Well if something always existed, then that implies there never was nothing.
originally posted by: Phantom423
We don't know if something always existed or whether absolute "nothing" ever existed. Therefore, you can't make statements about either condition as fact because we don't know. You're certainly free to believe your god always existed, but it's not a scientific fact.
originally posted by: TerraLiga
Can the universe always exist?
originally posted by: Phantom423
a reply to: cooperton
"It's a law of physics that something cannot come from nothing"
Which law would that be?
originally posted by: TerraLiga
Everything within the universe is subject to its laws (as far as we know). The universe itself is not subject to those same laws, which is why it can expand faster than light and possibly always exist.
The universe seems to be much like your god; it imposes its laws on its subjects but is not bound by them itself.
originally posted by: TzarChasm
a reply to: Direne
If humans were initially designed to be gardeners, to maintain and nurture the garden of Eden, and they failed... how is that their fault? How do you blame a mechanical apparatus for malfunctioning? At what point was that apparatus directly responsible for its own engineering?
The law of conservation of energy. Energy cannot be created or destroyed.
originally posted by: Phantom423
The law of conservation, the first law of thermodynamics, doesn't say something can or can't come from nothing. It's a statement of energy conservation - the total energy remains the same. Try again.
originally posted by: cooperton
originally posted by: Phantom423
The law of conservation, the first law of thermodynamics, doesn't say something can or can't come from nothing. It's a statement of energy conservation - the total energy remains the same. Try again.
Energy cannot be created, meaning it cannot come from nothing. Energy cannot be destroyed, meaning it cannot become nothing.
originally posted by: Phantom423
A complete misinterpretation to suit your agenda. Define "nothing".
originally posted by: cooperton
originally posted by: Phantom423
A complete misinterpretation to suit your agenda. Define "nothing".

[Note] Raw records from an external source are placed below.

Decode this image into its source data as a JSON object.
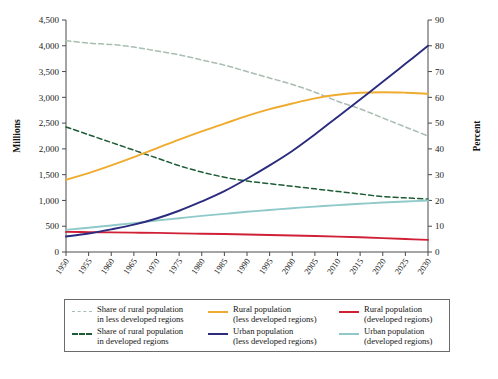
{
  "axes": {
    "left_title": "Millions",
    "right_title": "Percent",
    "left_ticks": [
      "0",
      "500",
      "1,000",
      "1,500",
      "2,000",
      "2,500",
      "3,000",
      "3,500",
      "4,000",
      "4,500"
    ],
    "right_ticks": [
      "0",
      "10",
      "20",
      "30",
      "40",
      "50",
      "60",
      "70",
      "80",
      "90"
    ],
    "x_ticks": [
      "1950",
      "1955",
      "1960",
      "1965",
      "1970",
      "1975",
      "1980",
      "1985",
      "1990",
      "1995",
      "2000",
      "2005",
      "2010",
      "2015",
      "2020",
      "2025",
      "2030"
    ]
  },
  "legend": {
    "entries": [
      {
        "label_line1": "Share of rural population",
        "label_line2": "in less developed regions",
        "color": "#a9bdb0",
        "style": "dashed",
        "axis": "right"
      },
      {
        "label_line1": "Rural population",
        "label_line2": "(less developed regions)",
        "color": "#efab2e",
        "style": "solid",
        "axis": "left"
      },
      {
        "label_line1": "Rural population",
        "label_line2": "(developed regions)",
        "color": "#cf2036",
        "style": "solid",
        "axis": "left"
      },
      {
        "label_line1": "Share of rural population",
        "label_line2": "in developed regions",
        "color": "#1d5c36",
        "style": "dashed",
        "axis": "right"
      },
      {
        "label_line1": "Urban population",
        "label_line2": "(less developed regions)",
        "color": "#2b2b7f",
        "style": "solid",
        "axis": "left"
      },
      {
        "label_line1": "Urban population",
        "label_line2": "(developed regions)",
        "color": "#8fc9c9",
        "style": "solid",
        "axis": "left"
      }
    ]
  },
  "caption": {
    "text": ""
  },
  "chart_data": {
    "type": "line",
    "title": "",
    "xlabel": "",
    "ylabel": "Millions",
    "y2label": "Percent",
    "grid": false,
    "legend_position": "bottom",
    "x": [
      1950,
      1955,
      1960,
      1965,
      1970,
      1975,
      1980,
      1985,
      1990,
      1995,
      2000,
      2005,
      2010,
      2015,
      2020,
      2025,
      2030
    ],
    "xlim": [
      1950,
      2030
    ],
    "ylim": [
      0,
      4500
    ],
    "y2lim": [
      0,
      90
    ],
    "series": [
      {
        "name": "Share of rural population in less developed regions",
        "axis": "right",
        "unit": "percent",
        "color": "#a9bdb0",
        "style": "dashed",
        "values": [
          82,
          81,
          80.5,
          79.5,
          78,
          76.5,
          74.5,
          72.5,
          70,
          67.5,
          65,
          62,
          58.5,
          55.5,
          52,
          48.5,
          45
        ]
      },
      {
        "name": "Share of rural population in developed regions",
        "axis": "right",
        "unit": "percent",
        "color": "#1d5c36",
        "style": "dashed",
        "values": [
          48.5,
          45.5,
          42.5,
          39.5,
          36.5,
          33.5,
          31,
          29,
          27.5,
          26.5,
          25.5,
          24.5,
          23.5,
          22.5,
          21.5,
          21,
          20.5
        ]
      },
      {
        "name": "Rural population (less developed regions)",
        "axis": "left",
        "unit": "millions",
        "color": "#efab2e",
        "values": [
          1400,
          1530,
          1680,
          1840,
          2010,
          2180,
          2340,
          2490,
          2640,
          2770,
          2880,
          2980,
          3050,
          3090,
          3100,
          3090,
          3070
        ]
      },
      {
        "name": "Rural population (developed regions)",
        "axis": "left",
        "unit": "millions",
        "color": "#cf2036",
        "values": [
          390,
          385,
          380,
          375,
          370,
          362,
          355,
          348,
          340,
          330,
          320,
          310,
          298,
          285,
          270,
          252,
          235
        ]
      },
      {
        "name": "Urban population (less developed regions)",
        "axis": "left",
        "unit": "millions",
        "color": "#2b2b7f",
        "values": [
          300,
          360,
          440,
          530,
          650,
          800,
          980,
          1180,
          1420,
          1680,
          1960,
          2280,
          2620,
          2960,
          3300,
          3650,
          4000
        ]
      },
      {
        "name": "Urban population (developed regions)",
        "axis": "left",
        "unit": "millions",
        "color": "#8fc9c9",
        "values": [
          430,
          470,
          515,
          560,
          610,
          655,
          700,
          740,
          780,
          815,
          850,
          880,
          910,
          935,
          960,
          980,
          1000
        ]
      }
    ]
  }
}
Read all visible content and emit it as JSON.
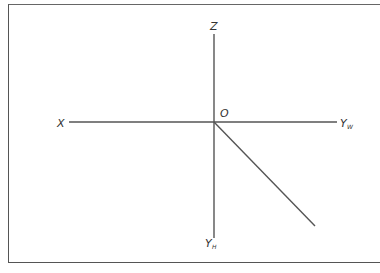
{
  "title": "",
  "diagram": {
    "type": "three-projection axes",
    "labels": {
      "z": "Z",
      "x": "X",
      "origin": "O",
      "yw_main": "Y",
      "yw_sub": "W",
      "yh_main": "Y",
      "yh_sub": "H"
    },
    "colors": {
      "line": "#555555",
      "label": "#333333",
      "frame": "#555555"
    }
  }
}
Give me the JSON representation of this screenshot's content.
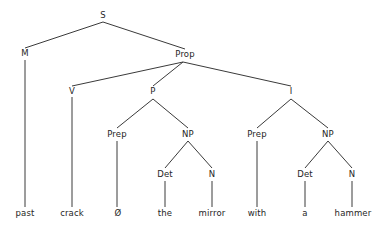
{
  "figure": {
    "kind": "syntax-tree",
    "sentence": "past crack Ø the mirror with a hammer",
    "background_color": "#ffffff",
    "line_color": "#3a3a3a",
    "text_color": "#262626"
  },
  "nodes": {
    "s": {
      "label": "S",
      "x": 103,
      "y": 18
    },
    "m": {
      "label": "M",
      "x": 25,
      "y": 56
    },
    "prop": {
      "label": "Prop",
      "x": 185,
      "y": 57
    },
    "v": {
      "label": "V",
      "x": 72,
      "y": 94
    },
    "p": {
      "label": "P",
      "x": 153,
      "y": 94
    },
    "i": {
      "label": "I",
      "x": 291,
      "y": 94
    },
    "prep_left": {
      "label": "Prep",
      "x": 117,
      "y": 137
    },
    "np_left": {
      "label": "NP",
      "x": 188,
      "y": 137
    },
    "prep_right": {
      "label": "Prep",
      "x": 257,
      "y": 137
    },
    "np_right": {
      "label": "NP",
      "x": 328,
      "y": 137
    },
    "det_left": {
      "label": "Det",
      "x": 165,
      "y": 177
    },
    "n_left": {
      "label": "N",
      "x": 212,
      "y": 177
    },
    "det_right": {
      "label": "Det",
      "x": 305,
      "y": 177
    },
    "n_right": {
      "label": "N",
      "x": 352,
      "y": 177
    }
  },
  "leaves": {
    "past": {
      "label": "past",
      "x": 25,
      "y": 216
    },
    "crack": {
      "label": "crack",
      "x": 72,
      "y": 216
    },
    "zero": {
      "label": "Ø",
      "x": 118,
      "y": 216
    },
    "the": {
      "label": "the",
      "x": 165,
      "y": 216
    },
    "mirror": {
      "label": "mirror",
      "x": 212,
      "y": 216
    },
    "with": {
      "label": "with",
      "x": 257,
      "y": 216
    },
    "a": {
      "label": "a",
      "x": 305,
      "y": 216
    },
    "hammer": {
      "label": "hammer",
      "x": 353,
      "y": 216
    }
  },
  "edges": [
    {
      "name": "edge-s-m",
      "x1": 103,
      "y1": 22,
      "x2": 25,
      "y2": 48
    },
    {
      "name": "edge-s-prop",
      "x1": 103,
      "y1": 22,
      "x2": 185,
      "y2": 49
    },
    {
      "name": "edge-m-past",
      "x1": 25,
      "y1": 60,
      "x2": 25,
      "y2": 207
    },
    {
      "name": "edge-prop-v",
      "x1": 183,
      "y1": 62,
      "x2": 72,
      "y2": 86
    },
    {
      "name": "edge-prop-p",
      "x1": 183,
      "y1": 62,
      "x2": 153,
      "y2": 86
    },
    {
      "name": "edge-prop-i",
      "x1": 183,
      "y1": 62,
      "x2": 291,
      "y2": 86
    },
    {
      "name": "edge-v-crack",
      "x1": 72,
      "y1": 97,
      "x2": 72,
      "y2": 207
    },
    {
      "name": "edge-p-prep-left",
      "x1": 153,
      "y1": 99,
      "x2": 117,
      "y2": 128
    },
    {
      "name": "edge-p-np-left",
      "x1": 153,
      "y1": 99,
      "x2": 188,
      "y2": 128
    },
    {
      "name": "edge-i-prep-right",
      "x1": 291,
      "y1": 99,
      "x2": 257,
      "y2": 128
    },
    {
      "name": "edge-i-np-right",
      "x1": 291,
      "y1": 99,
      "x2": 328,
      "y2": 128
    },
    {
      "name": "edge-prep-left-zero",
      "x1": 117,
      "y1": 141,
      "x2": 117,
      "y2": 207
    },
    {
      "name": "edge-np-left-det",
      "x1": 188,
      "y1": 141,
      "x2": 165,
      "y2": 168
    },
    {
      "name": "edge-np-left-n",
      "x1": 188,
      "y1": 141,
      "x2": 212,
      "y2": 168
    },
    {
      "name": "edge-prep-right-with",
      "x1": 257,
      "y1": 141,
      "x2": 257,
      "y2": 207
    },
    {
      "name": "edge-np-right-det",
      "x1": 328,
      "y1": 141,
      "x2": 305,
      "y2": 168
    },
    {
      "name": "edge-np-right-n",
      "x1": 328,
      "y1": 141,
      "x2": 352,
      "y2": 168
    },
    {
      "name": "edge-det-left-the",
      "x1": 165,
      "y1": 181,
      "x2": 165,
      "y2": 207
    },
    {
      "name": "edge-n-left-mirror",
      "x1": 212,
      "y1": 181,
      "x2": 212,
      "y2": 207
    },
    {
      "name": "edge-det-right-a",
      "x1": 305,
      "y1": 181,
      "x2": 305,
      "y2": 207
    },
    {
      "name": "edge-n-right-hammer",
      "x1": 352,
      "y1": 181,
      "x2": 352,
      "y2": 207
    }
  ]
}
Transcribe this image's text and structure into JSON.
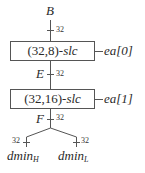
{
  "diagram": {
    "input": {
      "label": "B",
      "width": "32"
    },
    "blocks": [
      {
        "label_prefix": "(32,8)-",
        "label_italic": "slc",
        "side_label": "ea[0]",
        "output": {
          "label": "E",
          "width": "32"
        }
      },
      {
        "label_prefix": "(32,16)-",
        "label_italic": "slc",
        "side_label": "ea[1]",
        "output": {
          "label": "F",
          "width": "32"
        }
      }
    ],
    "outputs": [
      {
        "base": "dmin",
        "sub": "H",
        "width": "32"
      },
      {
        "base": "dmin",
        "sub": "L",
        "width": "32"
      }
    ],
    "colors": {
      "line": "#555555",
      "text": "#2a2a2a"
    }
  }
}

No its not. The whole point of that law is that energy doesn't just return to nothing, neither can energy come from nothing. Energy can only be transferred from one form to another
"The law of conservation of energy states that energy can neither be created nor destroyed - only converted from one form of energy to another."
Therefore energy will always exist, because it cannot be destroyed. But I'm sure you're gonna try to obfuscate the laws of physics to avoid being wrong
originally posted by: Phantom423
The law says nothing about energy being created from nothing.
originally posted by: cooperton
originally posted by: Phantom423
The law says nothing about energy being created from nothing.
It literally says energy cannot be created (from something that isn't energy). In lay-mans's terms this means it cannot come from nothing
originally posted by: Phantom423
It's the totality of energy in the universe which stays the same.
originally posted by: cooperton
originally posted by: Phantom423
It's the totality of energy in the universe which stays the same.
...due to the fact that it cannot come from nothing or return to nothing. "Nothing" meaning 'no energy'. Energy cannot become not energy, and not energy cannot become energy. Energy can only change forms. Since energy exists, there will always be energy, according to the laws of physics.
originally posted by: Phantom423
And once again the first law of thermodynamics states that the totality of energy remains the same. It says nothing about energy/matter forming from nothing or being depleted into nothing.